W.J. Bean discussed Thuja koraiensis in a footnote to his article on T. standishii. For ease of reference, we have moved Bean’s account of that species to its own article, which includes text from New Trees.
TC, February 2024.
A tree up to 100 ft high in Japan, with a slender trunk and a shaggy, deep red bark; branches horizontal, curved upwards at the ends; leaf-sprays arching downwards, their ultimate subdivisions about 1⁄10 in. wide. Leaves scale-like, about 1⁄8 in. long, the lateral pairs with their edges turned inwards and clasping the flatter ones above and below the twig, blunt, thickened and incurved towards the apex, rather pale yellowish green on the upper side of the twig, glaucous on the lower side, except at the points. Cones oblong, 3⁄8 in. long, composed of about ten broadly oval, overlapping scales, only two pairs of which bear seeds.
Native of Japan, in the mountains of Honshu and Shikoku; introduced by Fortune for Standish of Bagshot in 1860–1. Fortune only saw it as a cultivated tree about Tokyo, and one of the first Europeans to see it growing wild was the Veitchian collector Maries, who gathered specimens in 1878 in the mountains of Honshu. This species has the most open branching of the cultivated species, and in its coarse branchlets it resembles Thujopsis dolabrata.
Examples measured recently are: Kew, pl. 1895, 38 × 31⁄4 ft (1965); National Pinetum, Bedgebury, pl. 1926, 30 × 3 ft (1970); Leonardslee, Sussex, one of three, 51 × 43⁄4 ft (1969); Linton Park, Kent, pl. 1866, 67 × 71⁄2 ft (1970); Little Hall, Kent, pl. 1906, 51 × 5 ft (1973); Longleat, Wilts, 54 × 61⁄4 ft (1971); Westonbirt, Glos., pl. 1875, 63 × 4 ft (1971); Trentham Park, Notts, 60 × 41⁄4 ft (1968); Powerscourt, Co. Wicklow, Eire, 56 × 81⁄2 ft (1975); Inistioge, Co. Kilkenny, Eire, 55 × 81⁄2 ft (1975).

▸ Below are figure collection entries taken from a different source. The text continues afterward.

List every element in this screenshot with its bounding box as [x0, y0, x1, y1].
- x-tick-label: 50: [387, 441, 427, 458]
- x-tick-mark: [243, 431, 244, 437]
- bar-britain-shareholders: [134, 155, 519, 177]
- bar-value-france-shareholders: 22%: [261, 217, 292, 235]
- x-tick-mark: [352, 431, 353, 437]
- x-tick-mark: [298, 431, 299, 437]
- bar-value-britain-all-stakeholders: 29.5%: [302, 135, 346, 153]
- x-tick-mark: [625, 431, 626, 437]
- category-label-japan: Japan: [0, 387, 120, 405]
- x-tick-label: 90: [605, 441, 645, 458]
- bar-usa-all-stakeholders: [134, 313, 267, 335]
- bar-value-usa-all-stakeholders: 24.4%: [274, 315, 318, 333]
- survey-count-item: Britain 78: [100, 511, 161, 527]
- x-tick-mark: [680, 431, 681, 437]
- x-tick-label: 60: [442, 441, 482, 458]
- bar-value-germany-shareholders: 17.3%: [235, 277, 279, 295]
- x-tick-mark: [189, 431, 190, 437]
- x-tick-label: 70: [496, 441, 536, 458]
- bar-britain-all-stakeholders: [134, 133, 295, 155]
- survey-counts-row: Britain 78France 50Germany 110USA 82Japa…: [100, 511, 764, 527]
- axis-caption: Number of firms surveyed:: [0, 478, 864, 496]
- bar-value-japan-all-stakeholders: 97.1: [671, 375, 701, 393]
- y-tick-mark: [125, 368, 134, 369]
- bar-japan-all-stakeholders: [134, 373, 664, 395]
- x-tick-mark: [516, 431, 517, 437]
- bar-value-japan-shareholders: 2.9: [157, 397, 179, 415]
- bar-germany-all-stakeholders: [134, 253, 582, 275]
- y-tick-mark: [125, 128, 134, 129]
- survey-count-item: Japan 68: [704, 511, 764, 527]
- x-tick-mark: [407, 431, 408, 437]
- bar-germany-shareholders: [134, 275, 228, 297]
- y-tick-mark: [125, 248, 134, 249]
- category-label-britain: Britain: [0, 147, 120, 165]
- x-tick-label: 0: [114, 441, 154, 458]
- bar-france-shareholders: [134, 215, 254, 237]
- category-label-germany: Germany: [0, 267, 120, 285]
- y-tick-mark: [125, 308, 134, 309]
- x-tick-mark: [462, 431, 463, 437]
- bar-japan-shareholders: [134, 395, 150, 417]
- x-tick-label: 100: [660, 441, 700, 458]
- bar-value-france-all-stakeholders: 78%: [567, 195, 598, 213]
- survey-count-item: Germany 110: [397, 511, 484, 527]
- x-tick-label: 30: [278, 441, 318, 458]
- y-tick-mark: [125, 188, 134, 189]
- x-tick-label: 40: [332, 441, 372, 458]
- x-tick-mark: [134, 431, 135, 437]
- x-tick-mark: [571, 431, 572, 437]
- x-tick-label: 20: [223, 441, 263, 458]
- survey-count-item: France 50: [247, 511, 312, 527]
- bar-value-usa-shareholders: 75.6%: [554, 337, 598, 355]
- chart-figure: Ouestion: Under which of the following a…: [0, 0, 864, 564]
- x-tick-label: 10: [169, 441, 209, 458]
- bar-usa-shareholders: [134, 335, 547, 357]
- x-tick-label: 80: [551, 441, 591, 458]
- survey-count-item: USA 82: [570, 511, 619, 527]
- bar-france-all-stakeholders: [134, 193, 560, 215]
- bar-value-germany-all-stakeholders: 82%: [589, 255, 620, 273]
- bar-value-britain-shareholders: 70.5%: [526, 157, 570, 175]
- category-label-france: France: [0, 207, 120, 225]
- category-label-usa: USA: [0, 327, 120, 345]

specimens: Kew, pl. 1895, 42 × 41⁄4 ft and 50 × 31⁄4 ft (1980); National Pinetum, Bedgebury, Kent, pl. 1926, 40 × 41⁄4 ft (1983); Linton Park, Kent, pl. 1866, 72 × 8 ft (1985); St Clere, Kent, pl. c. 1905, 42 × 61⁄4 ft (1983); Benenden School, Kent, Garden, 72 × 91⁄4 ft (1979); Little Hall, Canterbury, Kent, pl. 1906, the tree mentioned not measured since 1973, another 60 × 41⁄2 ft (1984); Westonbirt, Glos., pl. 1875, 63 × 4 ft (1971); Tregrehan, Cornwall, 77 × 7 ft (1979); Patterdale Hall, Westm., 60 × 10 ft at 3 ft (1985); Coed Coch, Clwyd, 66 × 83⁄4 ft (1984); Camperdown House, Dundee, 66 × 61⁄2 ft (1985); Castlewellan, Co. Down, 58 × 61⁄4 ft (1982); Powerscourt, Co. Wicklow, Eire, 60 × 81⁄2 ft at 3 ft (1980); Avondale, Co. Wicklow, Eire, 52 × 61⁄2 ft (1980).
T. koraiensis – It remains true that no notable specimens of this Korean species have been recorded. In the National Pinetum, Bedgebury, Kent, it is 26 × 13⁄4 ft (1983) and at Hergest Croft, Herefordshire, 42 × 21⁄4 ft (1980).